Monday, November 10, 2008

Pitselle - My family's heritage recipe




Pizzelle (pit-sell-eh) - Pizzelle are a traditional cookie from the Abruzzi regionof Italy. They are thin wafer cookies that look almost like a waffle. The word pizelle means little, round, and flat.

For decades, blacksmiths forged pizzelle irons out of cast iron with a family crest or the name of the woman. These were passed down from generation to generation, just as a precious piece of jewelery.



According to an article from the Lonely Planet Publications on the Festival of the Snakes:

Legend has it that the mountainous and bucolic area around Abruzzo was once so infested by snakes that life tended to the short, sharp and brutal rather than the long and cheerful. The local shepherds, back in 700 BC, appealed to Apollo for help. His advice was to capture the snakes, domesticate them by draping them around his statue and then release them into the bush again.

Curiously, this seemed to work and the ritual has been replayed ever since. Somewhere along the way, however, the fickle mortals dumped the old Greek gods for the newish Christian gods and indulged in a bit of historical revisionism. Apollo became Saint Domenica and a few touches of modernity, like fireworks, were added to the ritual.

Celebrations begin on St Joseph's Day, 19 March, when the first snakes of the season are netted and caged. Two months later, on the first Thursday in May, the village is stirred by an 8am revelry call of fireworks, followed by a traditional mass. After the mass, the statue of Saint Domenica is hauled through the streets of Colcullo, where villagers drape the captured serpents, boa-like, around the stone neck of Saint Domenica.

This ritual and the procession is usually accompanied by a noisy band of villagers, barking dogs and merry-makers. At the edge of the village the squirming mass is released back into the bush and the villagers, so it is said, are immune from snake bites for another year.


Today, pizzelles continue to be revered and celebrated at feasts. In the small Abruzzi town of Salle, they honor a 12th century monk named Beato Roberto. Celebrants attach pizzelle to tree branches and proceed down the street with them.

Although my mother still uses her pizzelle iron (a cherished heirloom she brought with her from the old country when she immigrated to Canada in the 1950's, I prefer to use a modern, electronic model.



From the youngest to the oldest, I have yet to meet the person who did not like a pizzelle. During Christmas and Easter and other family get togethers, I see that they are the very first cookie to disappear from the cookie platter.

Here is my favourite pizzelle recipe, handed down through my Abruzzese mother and her mother and grandmother before her:

6 eggs
6 cups all purpose flour
2 cups sugar
3 teaspoons pure anise extract or a few drops of pure anise oil
1 cup melted butter or oil
4 tablespoons baking powder

Beat eggs and sugar. Add cooled melted butter or margarine, and anise extract. Sift flour and baking powder and add to egg mixture. Batter will have a dough like consistency. Form into 1 inch balls and place on the grids in the pizzelle baker. This will make about 150 small pizzelle.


## WHAT YOU WILL DO
Your task is to output all the records below, word for word.

── DATA FOR THE TASK ──

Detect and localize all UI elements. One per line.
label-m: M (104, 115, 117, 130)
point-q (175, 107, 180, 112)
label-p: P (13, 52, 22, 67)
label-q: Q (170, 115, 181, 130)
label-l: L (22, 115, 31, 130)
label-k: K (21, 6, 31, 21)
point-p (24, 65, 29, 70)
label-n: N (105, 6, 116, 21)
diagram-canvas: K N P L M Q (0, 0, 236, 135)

───

## RESULT OF THE EXERCISE
Detect and localize all UI elements. One per line.
label-m: M (104, 115, 117, 130)
point-q (175, 107, 180, 112)
label-p: P (13, 52, 22, 67)
label-q: Q (170, 115, 181, 130)
label-l: L (22, 115, 31, 130)
label-k: K (21, 6, 31, 21)
point-p (24, 65, 29, 70)
label-n: N (105, 6, 116, 21)
diagram-canvas: K N P L M Q (0, 0, 236, 135)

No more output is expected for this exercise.